What you should do:
Would you set down the data that follows, word for word, without any pictures?
-------- Study material --------
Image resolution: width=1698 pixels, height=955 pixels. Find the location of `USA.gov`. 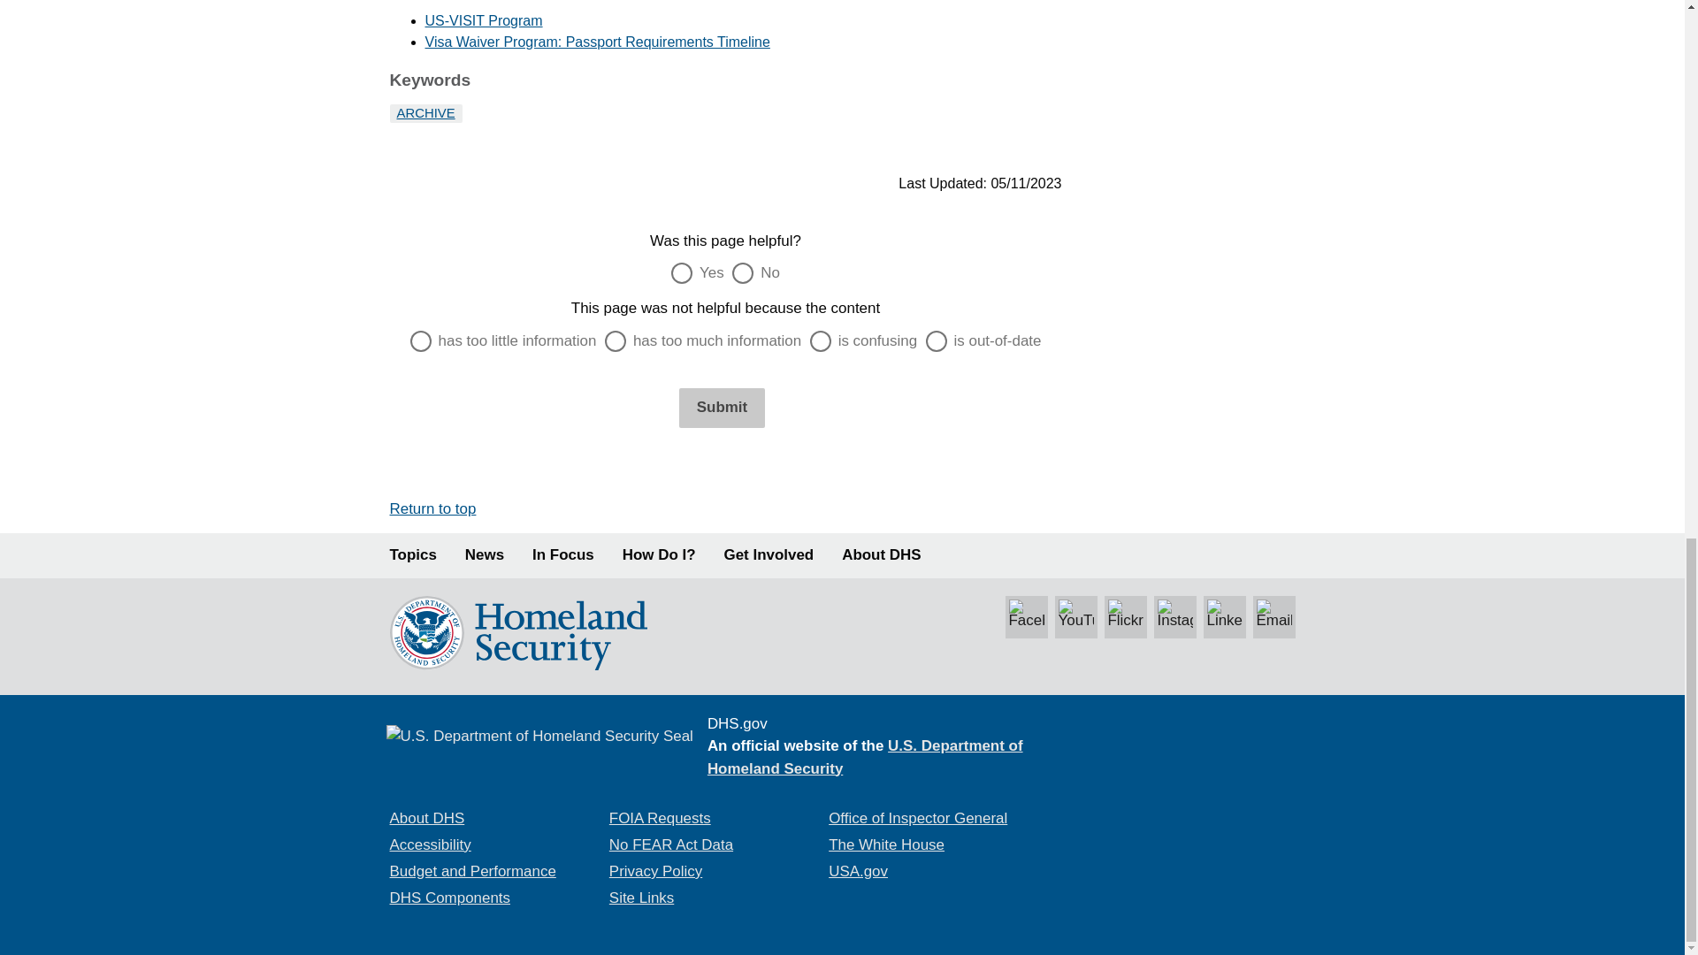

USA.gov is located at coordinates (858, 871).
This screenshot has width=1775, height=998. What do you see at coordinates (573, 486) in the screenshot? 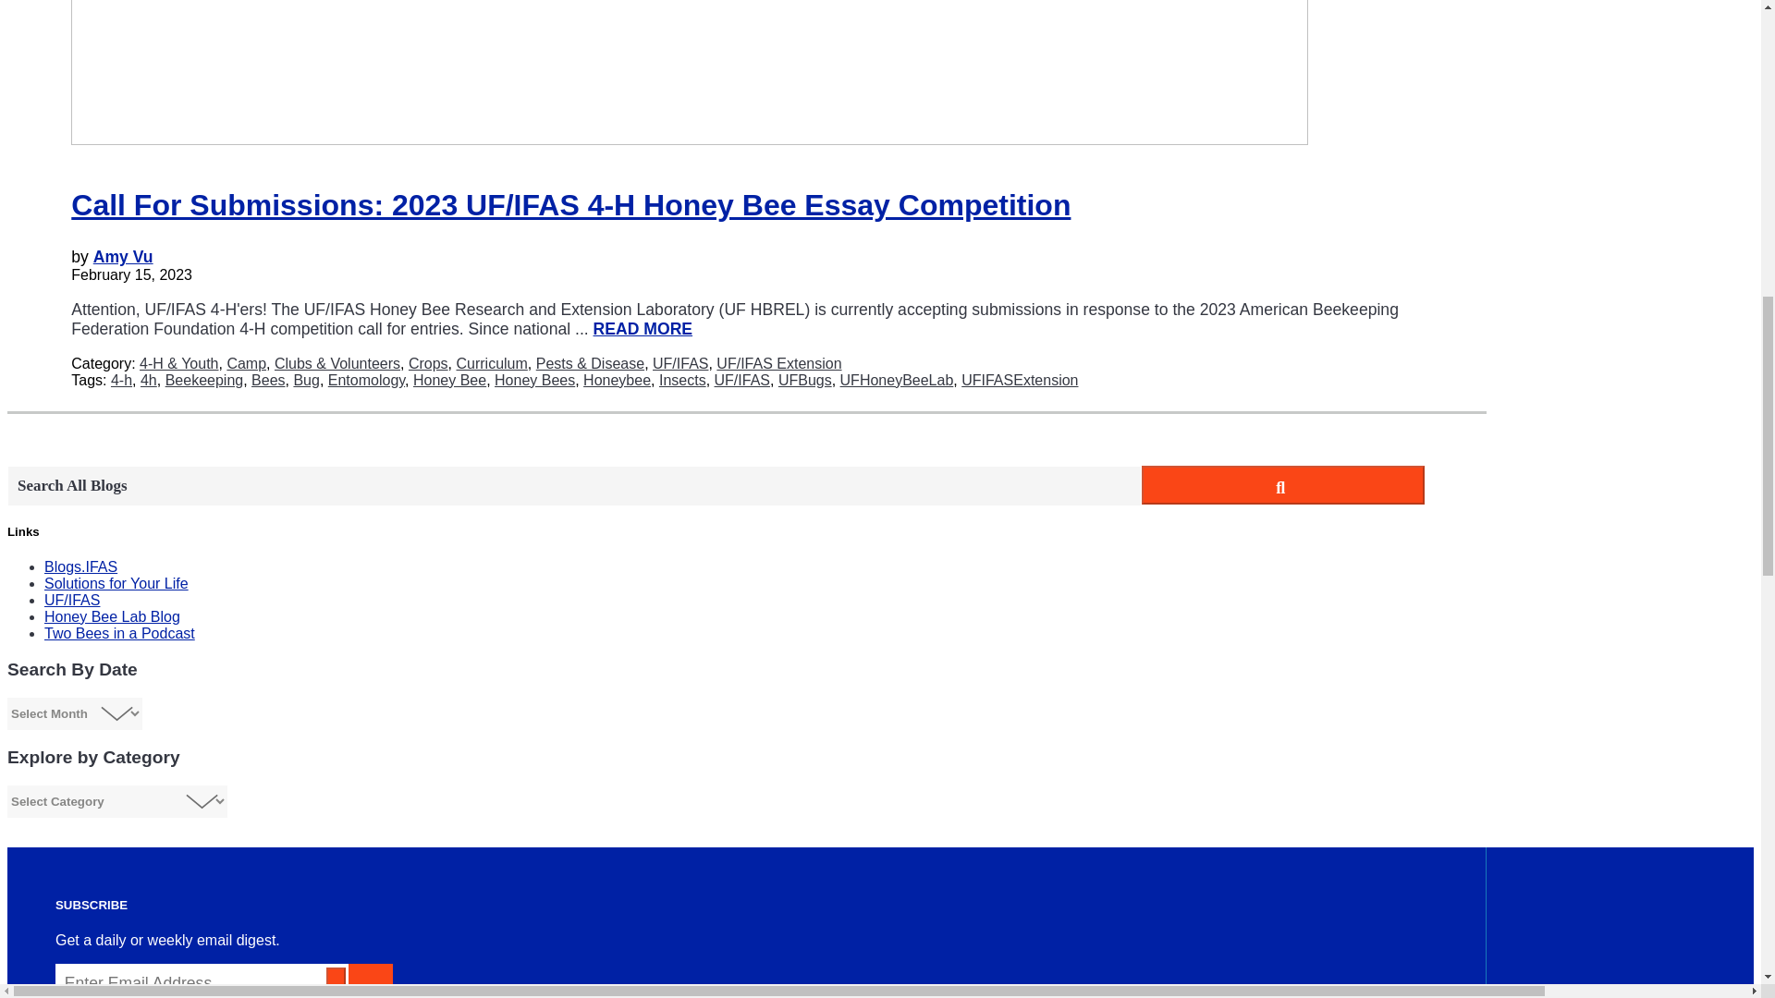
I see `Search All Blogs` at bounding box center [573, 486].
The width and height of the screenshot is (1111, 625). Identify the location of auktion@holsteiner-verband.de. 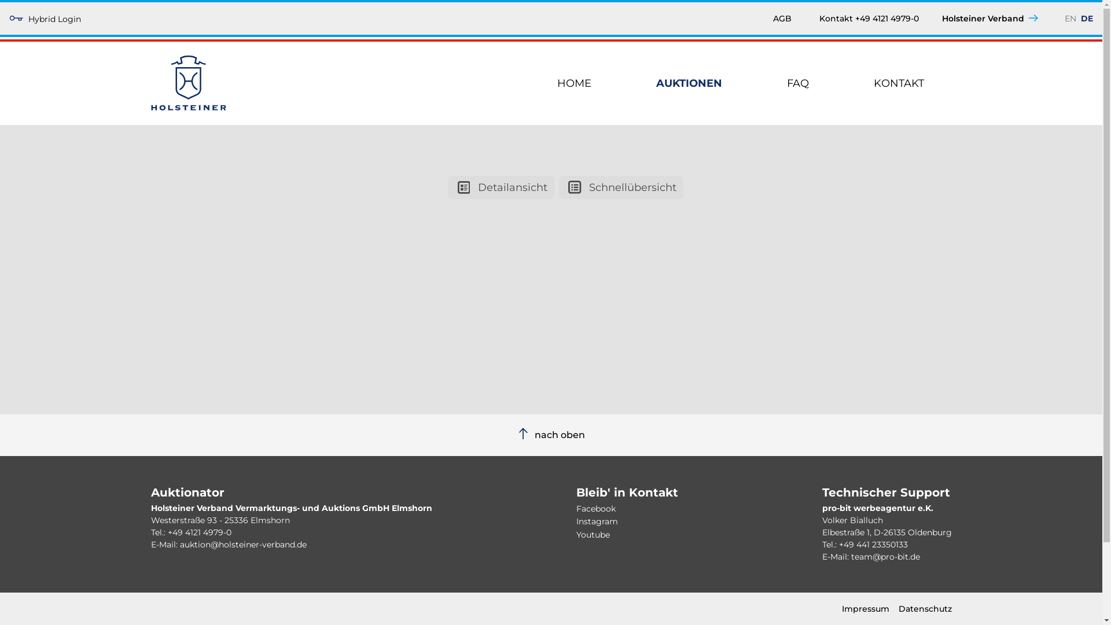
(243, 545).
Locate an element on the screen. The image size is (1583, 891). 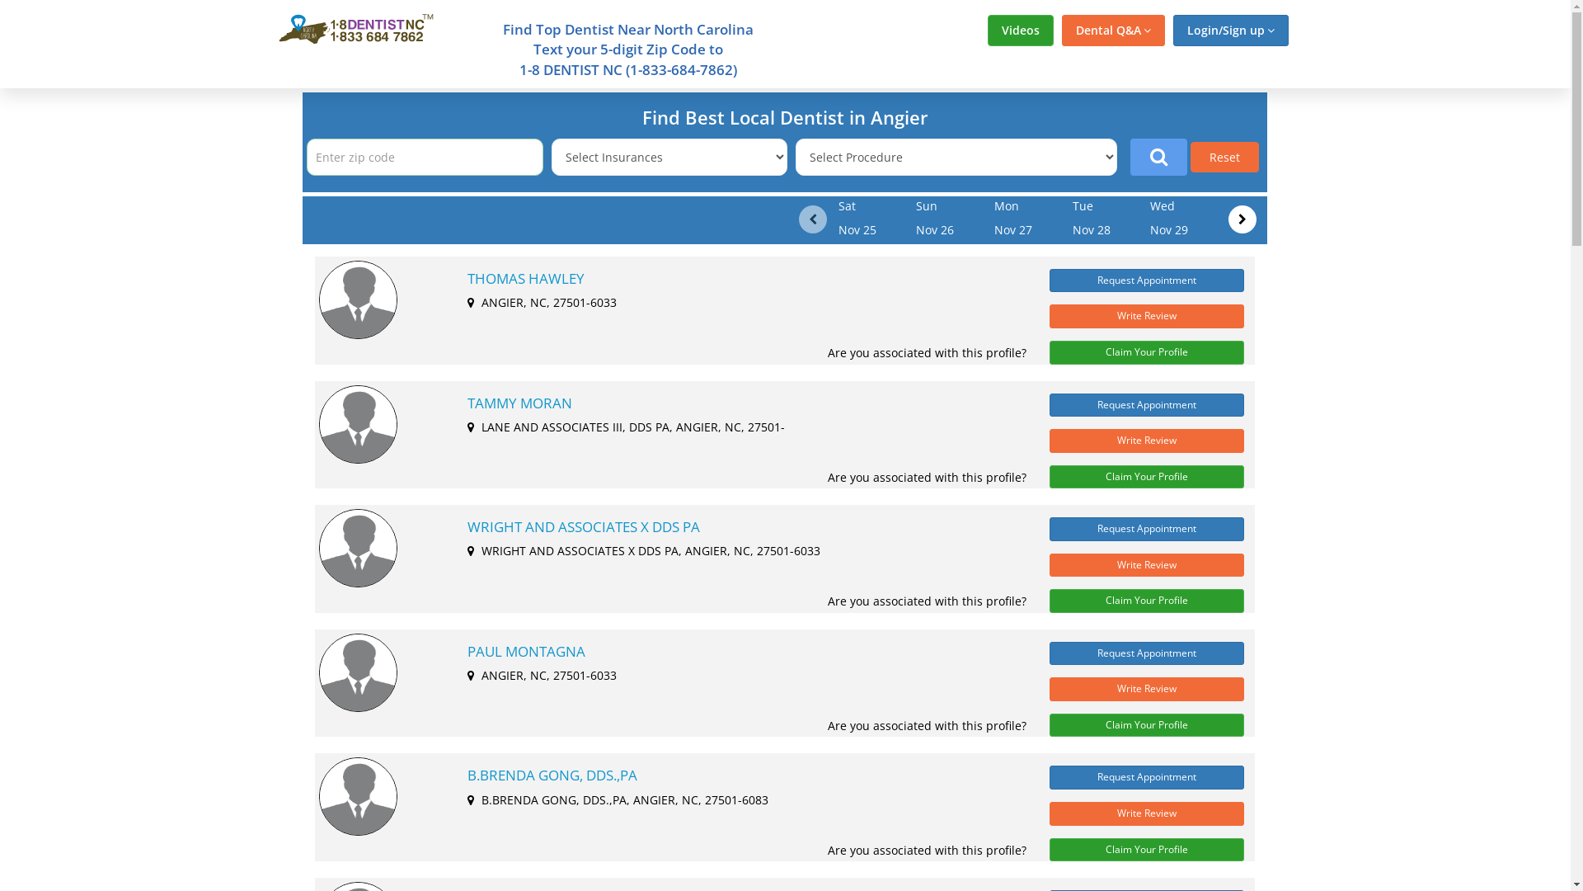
--------
Answer to this exercise:
Image resolution: width=1698 pixels, height=955 pixels. Find the location of `USA.gov`. 

USA.gov is located at coordinates (858, 871).
This screenshot has width=1775, height=998. What do you see at coordinates (573, 486) in the screenshot? 
I see `Search All Blogs` at bounding box center [573, 486].
The width and height of the screenshot is (1111, 625). Identify the location of auktion@holsteiner-verband.de. 
(243, 545).
Locate an element on the screen. The image size is (1583, 891). 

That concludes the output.